Sam & Alfreda Maloof Compound, 9553 Highland Avenue, Rancho Cucamonga, San Bernardino County, CA
Summary
Significance: The property is the home, shop, and studio of Sam Maloof, internationally acclaimed woodworker and furniture designer, and, until her death in late 1998, his wife and partner Alfreda Ward Maloof, a former Santa Fe Indian School Arts and Crafts Directory. Sam Maloof began making furniture on this site in then rural Alta Loma in the early 1950s and rose to prominence over the next four decades as perhaps the greatest living American woodworker. During that time, he also designed and built a house, studio, and guesthouse on the property. A number of major American museums hold his furniture in their collections and he has been the subject of many film and television productions and the subject of books and scores of articles. Sam has received numerous awards, among the most prominent being the first recipient of the Louis Comfort Tiffany Grant for the Craftsman Apprentice Program (1969) and a MacArthur Foundation Fellowship (1985). In 1990, the site was determined eligible for listing on the National Register of Historic Places under Criteria B and C, employing the rarely used exception for sites associated with living persons and under fifty years of age. Sam Maloof, his career, impressively consistent body of work and pure esthetic, and the key relationship all of this has to the environment in which he worked and continues to work, met the exception threshold like few other properties ever have. There are no other sites associated with Sam and his creative life except this property. California Department of Transportation Architectural Historians Bonnie W. Parks and Aaron A. Gallup in 1990 found it to be "unique to its builder, and the world, and ... of exceptional artistic merit."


AIM OF THE EXERCISE =
Please find the lines in the entries below that contain the word "title", and copy each one.

MATERIAL PROVIDED =
——

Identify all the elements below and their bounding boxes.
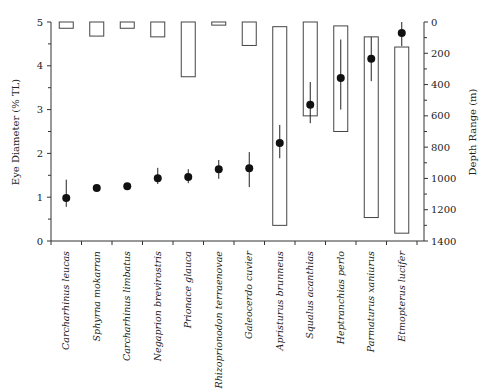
depth-range-bar bbox=[395, 47, 409, 233]
species-label: Heptranchias perlo bbox=[335, 251, 346, 345]
eye-diameter-point bbox=[245, 164, 253, 172]
right-axis-title: Depth Range (m) bbox=[467, 88, 478, 175]
eye-diameter-point bbox=[215, 165, 223, 173]
species-label: Parmaturus xaniurus bbox=[365, 251, 376, 353]
right-tick-label: 600 bbox=[431, 110, 450, 121]
depth-range-bar bbox=[120, 22, 134, 28]
species-label: Etmopterus lucifer bbox=[396, 250, 407, 343]
eye-diameter-point bbox=[184, 173, 192, 181]
left-tick-label: 1 bbox=[37, 192, 43, 203]
eye-diameter-point bbox=[154, 174, 162, 182]
species-label: Prionace glauca bbox=[182, 251, 193, 330]
left-tick-label: 0 bbox=[37, 236, 43, 247]
species-label: Rhizoprionodon terraenovae bbox=[213, 251, 224, 390]
eye-diameter-point bbox=[276, 139, 284, 147]
right-y-axis: 0200400600800100012001400 bbox=[424, 17, 456, 247]
species-label: Galeocerdo cuvier bbox=[243, 250, 254, 339]
species-label: Negaprion brevirostris bbox=[152, 251, 163, 362]
eye-diameter-point bbox=[62, 194, 70, 202]
species-label: Carcharhinus leucas bbox=[60, 251, 71, 350]
right-tick-label: 400 bbox=[431, 79, 450, 90]
depth-range-bar bbox=[242, 22, 256, 45]
right-tick-label: 800 bbox=[431, 142, 450, 153]
left-y-axis: 012345 bbox=[37, 17, 51, 247]
x-axis bbox=[51, 241, 424, 245]
eye-diameter-point bbox=[306, 101, 314, 109]
eye-diameter-point bbox=[93, 184, 101, 192]
eye-diameter-point bbox=[367, 55, 375, 63]
eye-diameter-point bbox=[123, 182, 131, 190]
species-label: Sphyrna mokarran bbox=[91, 251, 102, 341]
left-axis-title: Eye Diameter (% TL) bbox=[10, 79, 21, 185]
depth-range-bar bbox=[151, 22, 165, 37]
depth-range-bar bbox=[181, 22, 195, 77]
left-tick-label: 4 bbox=[37, 60, 43, 71]
left-tick-label: 5 bbox=[37, 17, 43, 28]
depth-range-bar bbox=[90, 22, 104, 36]
species-label: Carcharhinus limbatus bbox=[121, 251, 132, 361]
left-tick-label: 3 bbox=[37, 104, 43, 115]
chart: 012345 0200400600800100012001400 Carchar… bbox=[0, 0, 489, 390]
right-tick-label: 0 bbox=[431, 17, 437, 28]
eye-diameter-points bbox=[62, 22, 406, 207]
species-labels: Carcharhinus leucasSphyrna mokarranCarch… bbox=[60, 250, 407, 390]
depth-range-bars bbox=[59, 22, 409, 233]
right-tick-label: 1200 bbox=[431, 204, 456, 215]
depth-range-bar bbox=[212, 22, 226, 25]
eye-diameter-point bbox=[337, 74, 345, 82]
species-label: Apristurus brunneus bbox=[274, 251, 285, 352]
right-tick-label: 200 bbox=[431, 48, 450, 59]
species-label: Squalus acanthias bbox=[304, 251, 315, 339]
depth-range-bar bbox=[59, 22, 73, 28]
left-tick-label: 2 bbox=[37, 148, 43, 159]
right-tick-label: 1000 bbox=[431, 173, 456, 184]
right-tick-label: 1400 bbox=[431, 236, 456, 247]
eye-diameter-point bbox=[398, 29, 406, 37]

——

ANSWER TO THIS TASK =
right-axis-title: Depth Range (m) bbox=[467, 88, 478, 175]
left-axis-title: Eye Diameter (% TL) bbox=[10, 79, 21, 185]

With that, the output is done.